Almost 20 years after I started my residency, my own son, then 8 years old, woke in the night, crying with pain. When the doctors in the emergency room asked him to point to the spot that hurt the most, he indicated McBurney’s point, on the lower right side of his abdomen, the classic site for appendicitis pain.
I was certain he would soon be in the operating room. But this was 2003, and a sophisticated scan not only showed that his appendix was normal and uninflamed, but also indicated where the pain was coming from: a piece of twisted abdominal tissue. It would get better by itself and he would be fine, the surgeon promised — and it did, and he was.
The surgeon, Dr. Craig W. Lillehei, is now an assistant professor of surgery at Harvard Medical School. I asked him how the diagnostic dilemma had changed over his career.

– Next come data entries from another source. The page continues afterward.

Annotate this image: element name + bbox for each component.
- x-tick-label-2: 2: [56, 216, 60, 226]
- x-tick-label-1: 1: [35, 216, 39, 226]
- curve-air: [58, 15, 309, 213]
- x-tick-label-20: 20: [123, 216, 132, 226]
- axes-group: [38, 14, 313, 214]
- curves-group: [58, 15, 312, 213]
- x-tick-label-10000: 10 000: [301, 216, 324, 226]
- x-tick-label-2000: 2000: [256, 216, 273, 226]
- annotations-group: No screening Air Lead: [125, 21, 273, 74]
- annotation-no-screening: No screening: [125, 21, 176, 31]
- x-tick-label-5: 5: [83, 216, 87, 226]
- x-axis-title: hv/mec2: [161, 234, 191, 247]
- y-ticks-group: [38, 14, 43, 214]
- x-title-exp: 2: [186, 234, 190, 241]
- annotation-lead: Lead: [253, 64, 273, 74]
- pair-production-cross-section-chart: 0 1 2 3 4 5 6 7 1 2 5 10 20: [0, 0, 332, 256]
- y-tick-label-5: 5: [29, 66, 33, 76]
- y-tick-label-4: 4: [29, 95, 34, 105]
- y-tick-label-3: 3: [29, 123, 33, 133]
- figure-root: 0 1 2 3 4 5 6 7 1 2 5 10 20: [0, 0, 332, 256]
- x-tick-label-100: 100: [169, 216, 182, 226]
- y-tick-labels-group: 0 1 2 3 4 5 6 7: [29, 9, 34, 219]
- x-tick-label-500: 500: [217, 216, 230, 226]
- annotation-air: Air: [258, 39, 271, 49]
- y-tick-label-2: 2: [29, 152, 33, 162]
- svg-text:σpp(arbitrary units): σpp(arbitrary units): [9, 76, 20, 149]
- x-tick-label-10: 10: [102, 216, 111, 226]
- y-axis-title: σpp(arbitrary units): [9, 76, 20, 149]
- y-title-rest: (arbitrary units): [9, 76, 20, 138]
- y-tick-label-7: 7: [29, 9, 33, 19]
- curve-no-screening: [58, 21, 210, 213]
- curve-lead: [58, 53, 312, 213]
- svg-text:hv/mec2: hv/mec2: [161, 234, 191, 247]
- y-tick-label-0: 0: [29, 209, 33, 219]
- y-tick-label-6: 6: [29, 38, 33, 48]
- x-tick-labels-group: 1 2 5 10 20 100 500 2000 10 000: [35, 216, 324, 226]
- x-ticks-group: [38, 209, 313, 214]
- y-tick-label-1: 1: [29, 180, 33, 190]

“One of the things we’re struggling with in pediatrics is we’ve become too dependent on the CT scan,” he said. “It’s become very helpful in terms of identifying appendicitis, but it translates to radiation.”
Nor has it been clearly shown that new imaging techniques reduce the overall rate of negative appendectomies in children. But doctors still worry about missing appendicitis, and the medical and legal consequences of sending a child home without doing a scan. Yet surely not every bellyache requires a CT.
And not every perforated appendix now requires emergency surgery. Not long ago, I took care of a child with abdominal pain whose CT scan revealed a perforated appendix. But instead of operating right away, the surgeons treated her with intravenous antibiotics to cool the infection and scheduled a so-called interval appendectomy a couple of months later.
These days a very recent perforation may still be treated with surgery; a perforation that has developed into an abscess will probably be drained with a needle and treated with antibiotics. But there’s a big gray area in which some surgeons would operate and others would use antibiotics first.
“I always find it sort of amazing that we’ve known about appendicitis for so long, and in 2010 there’s still so much that’s controversial,” said Dr. Catherine Chen, a pediatric surgeon and an assistant professor of surgery at Harvard Medical School.
So what would happen to Madeline today? Her doctor might not have the confident physical diagnosis skills that Dr. Cohn had in 1939; she might get an X-ray, an ultrasound and possibly a CT scan. Depending on whether there was a perforation, she might be treated with antibiotics, or she might go directly to the operating room.
Even so, the elements of the story remain: the bolt from the blue into the life of a healthy child, the diagnostic dilemma, the hospital, the question of surgery. Appendicitis remains a textbook case for using your diagnostic tools thoughtfully and wisely. And it still means being wrong sometimes.
Oh, and by the way, if they did operate on Madeline today, they would probably use laparoscopic surgery. So she wouldn’t end up with that scar on her stomach that she shows off so proudly.